Smooth Migration from Svelte 4

Svelte 5 supports most Svelte 4 syntax (legacy mode), but migrate step by step:

  1. Upgrade deps: npm i svelte@5, then npx sv migrate svelte-5.
  2. Migrate state first: change let x = to $state(), especially variables used in closures/async.
  3. Then derived: $: y = f(x)let y = $derived(f(x)).
  4. Then effects: $: sideEffect(x)$effect(() => sideEffect(x)).
  5. Finally props: export let$props(), add $bindable where two-way is needed.
<!-- Before (Svelte 4) -->
<script>
  export let value = 0;
  $: doubled = value * 2;
  $: console.log(doubled);
</script>

<!-- After (Svelte 5) -->
<script>
  let { value = 0 } = $props();
  let doubled = $derived(value * 2);
  $effect(() => console.log(doubled));
</script>

For visual config like colors and contrast, verify theme accessibility (WCAG) with the Color Converter and Color Contrast tools.


FAQ

Q1: Can runes be used in a plain .js file?

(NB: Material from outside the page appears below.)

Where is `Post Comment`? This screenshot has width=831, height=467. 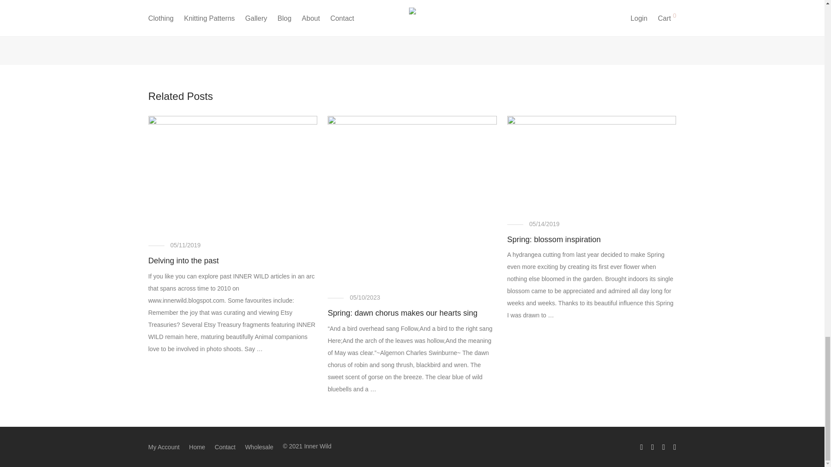
Post Comment is located at coordinates (269, 25).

No. They must be in .svelte, .svelte.js, or .svelte.ts files so the compiler recognizes them.

Q2: Do non-reactive variable changes trigger $effect?

No. $effect only tracks reactive state read during execution. Reading a plain variable creates no dependency.

Q3: Can Svelte 4 code run directly on Svelte 5?

Mostly yes (legacy compatibility). But don't mix runes and legacy syntax within the same component — migrate component by component.

Q4: $derived vs $effect?

Use $derived for derived values; use $effect for doing things (DOM, subscriptions, logs).

Q5: Where does the performance gain come from?

Fine-grained tracking + compile-time optimization avoid virtual DOM diff overhead; state updates hit the minimal DOM nodes directly.


For Svelte 5 development, these ToolsKu tools help:


Svelte 5 runes are not syntactic sugar — they upgrade the mental model of reactivity: explicit state, precise dependencies, cross-file reuse. Master $state / $derived / $effect / $props and you hold the key to the next generation of Svelte.